WCR logo
 

Tuesday - 03/16/2010

Click for Edmonton City Centre, Alberta Forecast

WCR Site Search


Catholic Search Engine

Powered by Google
A Sneek Preview A Sneak Preview
Glen Argan
St. Paul - Mundare St. Paul
Jubilee
2008-2009
Catechism Logo Exploring the
Catholic Catechism
Compendium-Cover
Compendium
of the
Social Doctrine
of the Church

Last Updated: Wednesday - 11/21/2001


Week of November 26, 2001


Ambassadors of the Cross

Sherwood Park charges student reps to take spirit of the cross to their schools


By RAMON GONZALEZ
WCR Staff Writer
Sherwood Park


Catholics here welcomed the World Youth Day Pilgrim Cross with a public prayer service.

Some 100 people, including close to 50 students representing eight Catholic schools in Sherwood Park, gathered for the 90-minute service at Festival Place, the town's community theatre.

Driven in a Catholic Social Services van, the four-metre-tall wooden cross arrived at Festival Place Nov. 20.

The congregation welcomed it with prayers and hymns as well as a rendition of the Stations of the Resurrection. The rendition, basically a reading around each of the stations, was done by students with responses from the public, mostly area parishioners.

At the service, Msgr. Jack Hamilton, pastor of Our Lady of Perpetual Help Parish, and Deacon Paul Kavanaugh, a guest at the service, commissioned the students to go back to their schools to spread the message of the cross.

In keeping with the World Youth Day theme - You are the Light of the World and the Salt of the Earth - students were given a candle and a container of salt to take back to their schools.

They also received a WYD scroll to be signed by students in each school in support of those who will attend World Youth Day in Toronto in July next year.

"We are commissioning you to share what you experienced today with the rest of the students," Kavanaugh told the teens. "Share with others the joy of the World Youth Day cross."

Mark Isinger, 15, who represented home school students at the service is happy he attended because he is going to Toronto next summer and "wanted to see the cross myself.

"The cross is almost like a movie star," he said. "So many different people have seen and touched it. It's really neat to see it here in Sherwood Park. It makes me feel proud that I am a Catholic."

Veronica MacInnis, 14, a Grade 9 student at Our Lady of Perpetual Help School, was curious about the cross and could not miss the opportunity to see it first hand.

"I'm amazed," she said. "The whole world has seen it and now it is here in Sherwood Park. To me, it is a symbol of unity, something that gathers the whole world together."

To 14-year-old Erin Prinoslo of St. Theresa School, the cross is "a symbol of Catholic faith." The fact it has been in all corners of the globe "makes you think of how many people believe in Jesus," he said. "I'm happy I had a chance to see it."

Kavanaugh said the service was a great example of the Church coming together "to share in the joy of the World Youth Day cross, one of the great witnesses of our faith."

He said the commissioned students are ambassadors of the cross in their schools. Most will share what they experienced in the service in special assemblies or over the schools' PA systems.

Our Lady of Perpetual Help School was to organize a celebration in each of its classrooms, with the celebrations being led by the four students who attended the service.

The visit of the cross to Sherwood Park "indicates to us in a concrete way that we are in fact part of the universal Church," Msgr. Hamilton said.

"It means that Sherwood Park, although small in the overall scheme of things in terms of Church membership throughout the world, is valued along with larger centres like Toronto or Vancouver."


Copyright © 1998, 1999, 2000, 2001, 2002, 2003, 2004, 2005, 2006, 2007, 2008, 2009 -- Western Catholic Reporter


Our mission: To serve our readers by bringing the Gospel to bear on current issues in the Church and in secular culture through accurate news coverage and reflective commentary.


Instructions to follow ▸ Please copy out every line in the entries that includes the word "groove".

□ □ □

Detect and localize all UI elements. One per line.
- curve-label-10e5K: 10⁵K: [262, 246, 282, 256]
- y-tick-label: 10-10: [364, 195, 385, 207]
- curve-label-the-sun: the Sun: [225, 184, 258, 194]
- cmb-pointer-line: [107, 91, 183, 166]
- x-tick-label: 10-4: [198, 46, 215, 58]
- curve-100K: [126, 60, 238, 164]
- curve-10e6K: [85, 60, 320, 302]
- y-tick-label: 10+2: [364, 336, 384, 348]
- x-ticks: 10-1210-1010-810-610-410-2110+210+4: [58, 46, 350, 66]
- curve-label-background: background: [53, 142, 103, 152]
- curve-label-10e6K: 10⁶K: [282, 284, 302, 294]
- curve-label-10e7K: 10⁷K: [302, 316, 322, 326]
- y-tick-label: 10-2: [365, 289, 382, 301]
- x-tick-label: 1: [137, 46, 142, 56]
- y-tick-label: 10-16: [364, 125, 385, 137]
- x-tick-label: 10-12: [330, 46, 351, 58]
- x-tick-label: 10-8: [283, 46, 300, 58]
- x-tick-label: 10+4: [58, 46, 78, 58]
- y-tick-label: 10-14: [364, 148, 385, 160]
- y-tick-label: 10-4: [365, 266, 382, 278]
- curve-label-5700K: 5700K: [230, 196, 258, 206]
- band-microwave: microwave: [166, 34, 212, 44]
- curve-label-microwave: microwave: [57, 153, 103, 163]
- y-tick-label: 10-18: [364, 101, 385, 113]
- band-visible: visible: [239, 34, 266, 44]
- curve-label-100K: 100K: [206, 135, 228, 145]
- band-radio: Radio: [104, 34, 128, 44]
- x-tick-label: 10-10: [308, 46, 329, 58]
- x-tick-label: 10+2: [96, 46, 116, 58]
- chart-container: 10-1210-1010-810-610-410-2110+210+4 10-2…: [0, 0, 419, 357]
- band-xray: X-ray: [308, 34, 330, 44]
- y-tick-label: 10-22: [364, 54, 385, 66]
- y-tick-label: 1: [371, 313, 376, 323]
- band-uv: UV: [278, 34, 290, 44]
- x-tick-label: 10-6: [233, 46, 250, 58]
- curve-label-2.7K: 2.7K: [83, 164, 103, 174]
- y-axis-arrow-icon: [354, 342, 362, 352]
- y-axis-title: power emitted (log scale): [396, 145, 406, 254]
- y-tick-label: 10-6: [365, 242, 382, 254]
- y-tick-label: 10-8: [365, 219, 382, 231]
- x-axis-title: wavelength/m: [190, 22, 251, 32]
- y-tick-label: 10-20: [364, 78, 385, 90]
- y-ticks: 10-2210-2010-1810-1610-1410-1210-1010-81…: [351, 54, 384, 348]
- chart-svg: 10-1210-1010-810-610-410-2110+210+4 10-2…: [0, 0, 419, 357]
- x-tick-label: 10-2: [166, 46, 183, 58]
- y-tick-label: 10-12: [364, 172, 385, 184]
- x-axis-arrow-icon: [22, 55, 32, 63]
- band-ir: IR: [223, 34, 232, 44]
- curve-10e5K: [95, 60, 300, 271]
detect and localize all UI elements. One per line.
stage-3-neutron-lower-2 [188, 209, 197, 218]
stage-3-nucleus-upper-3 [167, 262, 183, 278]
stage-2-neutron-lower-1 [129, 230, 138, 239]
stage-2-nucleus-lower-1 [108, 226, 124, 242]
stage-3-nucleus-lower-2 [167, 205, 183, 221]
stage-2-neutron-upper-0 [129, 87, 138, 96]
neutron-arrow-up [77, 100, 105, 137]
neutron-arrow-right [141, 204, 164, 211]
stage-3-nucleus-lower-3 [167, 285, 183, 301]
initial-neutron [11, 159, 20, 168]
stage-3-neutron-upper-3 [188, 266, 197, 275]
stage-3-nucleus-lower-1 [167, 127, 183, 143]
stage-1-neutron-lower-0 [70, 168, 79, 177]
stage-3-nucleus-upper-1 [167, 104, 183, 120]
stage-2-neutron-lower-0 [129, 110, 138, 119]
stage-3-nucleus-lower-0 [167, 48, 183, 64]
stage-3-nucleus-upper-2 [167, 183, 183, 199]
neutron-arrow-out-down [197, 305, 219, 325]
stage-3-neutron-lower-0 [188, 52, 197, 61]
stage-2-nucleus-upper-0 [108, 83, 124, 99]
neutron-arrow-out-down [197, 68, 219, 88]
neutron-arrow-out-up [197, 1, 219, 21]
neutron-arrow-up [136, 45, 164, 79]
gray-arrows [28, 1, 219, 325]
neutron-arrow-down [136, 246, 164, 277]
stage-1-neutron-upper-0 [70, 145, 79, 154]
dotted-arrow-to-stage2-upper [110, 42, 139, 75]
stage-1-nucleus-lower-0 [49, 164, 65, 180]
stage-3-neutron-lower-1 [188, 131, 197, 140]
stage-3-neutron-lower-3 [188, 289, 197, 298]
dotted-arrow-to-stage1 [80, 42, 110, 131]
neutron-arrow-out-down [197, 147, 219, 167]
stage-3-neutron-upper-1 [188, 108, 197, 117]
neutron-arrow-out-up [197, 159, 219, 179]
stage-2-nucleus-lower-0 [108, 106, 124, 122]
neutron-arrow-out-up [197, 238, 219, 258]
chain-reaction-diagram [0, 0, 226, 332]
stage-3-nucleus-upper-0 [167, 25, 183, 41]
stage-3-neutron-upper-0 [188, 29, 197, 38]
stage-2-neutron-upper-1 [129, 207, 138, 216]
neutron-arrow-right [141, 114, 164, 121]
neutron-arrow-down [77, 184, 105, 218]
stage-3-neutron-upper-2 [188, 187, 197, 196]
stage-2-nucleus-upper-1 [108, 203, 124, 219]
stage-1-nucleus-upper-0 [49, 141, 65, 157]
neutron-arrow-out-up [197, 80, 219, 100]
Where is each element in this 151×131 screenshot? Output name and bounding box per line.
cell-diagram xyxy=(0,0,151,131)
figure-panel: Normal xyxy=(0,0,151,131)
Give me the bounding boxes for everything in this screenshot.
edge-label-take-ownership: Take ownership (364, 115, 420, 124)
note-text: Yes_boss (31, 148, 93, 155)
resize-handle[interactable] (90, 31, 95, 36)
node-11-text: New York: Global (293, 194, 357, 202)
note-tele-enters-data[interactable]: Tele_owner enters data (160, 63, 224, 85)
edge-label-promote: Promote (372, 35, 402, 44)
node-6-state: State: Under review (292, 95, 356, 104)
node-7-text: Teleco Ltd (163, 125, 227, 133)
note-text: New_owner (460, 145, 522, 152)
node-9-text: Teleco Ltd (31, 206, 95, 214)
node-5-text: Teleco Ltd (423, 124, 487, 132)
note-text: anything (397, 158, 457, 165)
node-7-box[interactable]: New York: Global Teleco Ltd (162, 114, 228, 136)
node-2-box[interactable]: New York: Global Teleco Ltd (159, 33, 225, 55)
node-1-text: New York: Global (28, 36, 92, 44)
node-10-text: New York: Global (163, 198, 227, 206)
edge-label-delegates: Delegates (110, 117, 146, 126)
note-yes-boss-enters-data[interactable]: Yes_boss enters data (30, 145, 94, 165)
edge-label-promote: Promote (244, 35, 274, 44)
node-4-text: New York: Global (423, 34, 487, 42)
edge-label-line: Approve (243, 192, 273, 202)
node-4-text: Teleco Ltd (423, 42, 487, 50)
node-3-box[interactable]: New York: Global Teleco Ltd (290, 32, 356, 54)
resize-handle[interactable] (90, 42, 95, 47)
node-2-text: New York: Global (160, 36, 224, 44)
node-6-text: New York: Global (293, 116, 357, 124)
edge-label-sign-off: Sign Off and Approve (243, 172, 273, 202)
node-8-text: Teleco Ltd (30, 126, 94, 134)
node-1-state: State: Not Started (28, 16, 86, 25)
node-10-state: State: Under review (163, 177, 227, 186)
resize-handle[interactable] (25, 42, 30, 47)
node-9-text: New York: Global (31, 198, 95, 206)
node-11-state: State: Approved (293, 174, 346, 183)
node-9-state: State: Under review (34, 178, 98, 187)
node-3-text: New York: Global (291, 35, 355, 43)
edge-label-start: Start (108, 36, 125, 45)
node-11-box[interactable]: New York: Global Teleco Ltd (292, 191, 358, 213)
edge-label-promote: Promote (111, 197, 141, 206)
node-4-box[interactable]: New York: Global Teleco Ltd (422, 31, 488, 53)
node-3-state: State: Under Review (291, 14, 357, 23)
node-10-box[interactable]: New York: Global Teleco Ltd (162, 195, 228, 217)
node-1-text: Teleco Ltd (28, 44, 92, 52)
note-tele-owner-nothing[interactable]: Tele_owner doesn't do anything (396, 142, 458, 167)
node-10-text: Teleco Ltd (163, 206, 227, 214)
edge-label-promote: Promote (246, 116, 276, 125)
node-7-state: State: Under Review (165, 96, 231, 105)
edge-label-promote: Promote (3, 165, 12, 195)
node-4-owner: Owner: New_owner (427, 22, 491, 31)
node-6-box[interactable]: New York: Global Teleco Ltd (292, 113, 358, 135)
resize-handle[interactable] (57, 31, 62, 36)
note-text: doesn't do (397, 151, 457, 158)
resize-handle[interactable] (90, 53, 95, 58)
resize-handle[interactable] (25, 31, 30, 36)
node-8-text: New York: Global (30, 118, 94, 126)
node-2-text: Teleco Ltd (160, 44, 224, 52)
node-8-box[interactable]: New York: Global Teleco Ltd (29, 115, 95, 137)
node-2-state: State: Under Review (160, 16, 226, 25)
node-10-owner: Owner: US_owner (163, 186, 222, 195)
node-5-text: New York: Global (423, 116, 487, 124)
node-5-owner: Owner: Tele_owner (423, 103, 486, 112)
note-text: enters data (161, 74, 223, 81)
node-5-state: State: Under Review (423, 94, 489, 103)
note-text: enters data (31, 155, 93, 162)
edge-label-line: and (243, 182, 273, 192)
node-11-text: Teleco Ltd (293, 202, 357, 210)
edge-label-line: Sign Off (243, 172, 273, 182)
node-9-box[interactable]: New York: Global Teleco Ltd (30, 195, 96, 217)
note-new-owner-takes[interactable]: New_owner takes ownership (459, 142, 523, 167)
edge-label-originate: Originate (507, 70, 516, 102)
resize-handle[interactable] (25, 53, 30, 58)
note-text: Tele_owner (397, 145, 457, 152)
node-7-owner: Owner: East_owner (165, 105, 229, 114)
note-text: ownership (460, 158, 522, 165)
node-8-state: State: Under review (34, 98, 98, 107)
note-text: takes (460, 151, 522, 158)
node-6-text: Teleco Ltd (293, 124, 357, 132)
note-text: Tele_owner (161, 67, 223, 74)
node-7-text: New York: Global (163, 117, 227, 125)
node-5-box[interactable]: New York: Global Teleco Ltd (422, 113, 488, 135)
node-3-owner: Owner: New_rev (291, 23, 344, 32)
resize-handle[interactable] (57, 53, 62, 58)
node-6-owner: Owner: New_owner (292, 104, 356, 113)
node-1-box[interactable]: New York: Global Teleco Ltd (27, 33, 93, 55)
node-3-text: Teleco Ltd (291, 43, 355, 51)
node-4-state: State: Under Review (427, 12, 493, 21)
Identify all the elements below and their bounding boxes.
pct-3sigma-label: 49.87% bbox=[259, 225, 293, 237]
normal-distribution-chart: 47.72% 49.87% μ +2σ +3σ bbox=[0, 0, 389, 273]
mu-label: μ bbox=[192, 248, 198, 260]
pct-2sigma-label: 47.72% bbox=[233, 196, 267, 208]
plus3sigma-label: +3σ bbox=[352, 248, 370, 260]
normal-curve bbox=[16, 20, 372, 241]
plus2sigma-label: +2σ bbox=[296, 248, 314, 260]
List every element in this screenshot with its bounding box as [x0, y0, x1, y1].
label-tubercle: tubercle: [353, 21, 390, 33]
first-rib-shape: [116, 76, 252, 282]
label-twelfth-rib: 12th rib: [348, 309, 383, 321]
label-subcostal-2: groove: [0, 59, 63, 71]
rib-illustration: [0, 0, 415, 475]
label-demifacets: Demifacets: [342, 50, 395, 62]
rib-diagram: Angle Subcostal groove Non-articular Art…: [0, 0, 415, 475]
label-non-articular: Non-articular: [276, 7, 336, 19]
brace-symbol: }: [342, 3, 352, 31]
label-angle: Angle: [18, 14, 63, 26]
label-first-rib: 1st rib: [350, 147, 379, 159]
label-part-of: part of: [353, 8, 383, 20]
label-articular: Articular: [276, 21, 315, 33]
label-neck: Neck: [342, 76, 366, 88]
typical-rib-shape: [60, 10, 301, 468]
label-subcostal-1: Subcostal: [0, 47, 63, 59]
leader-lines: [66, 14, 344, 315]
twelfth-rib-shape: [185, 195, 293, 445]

□ □ □

Task response ▸
label-subcostal-2: groove: [0, 59, 63, 71]
rib-diagram: Angle Subcostal groove Non-articular Art…: [0, 0, 415, 475]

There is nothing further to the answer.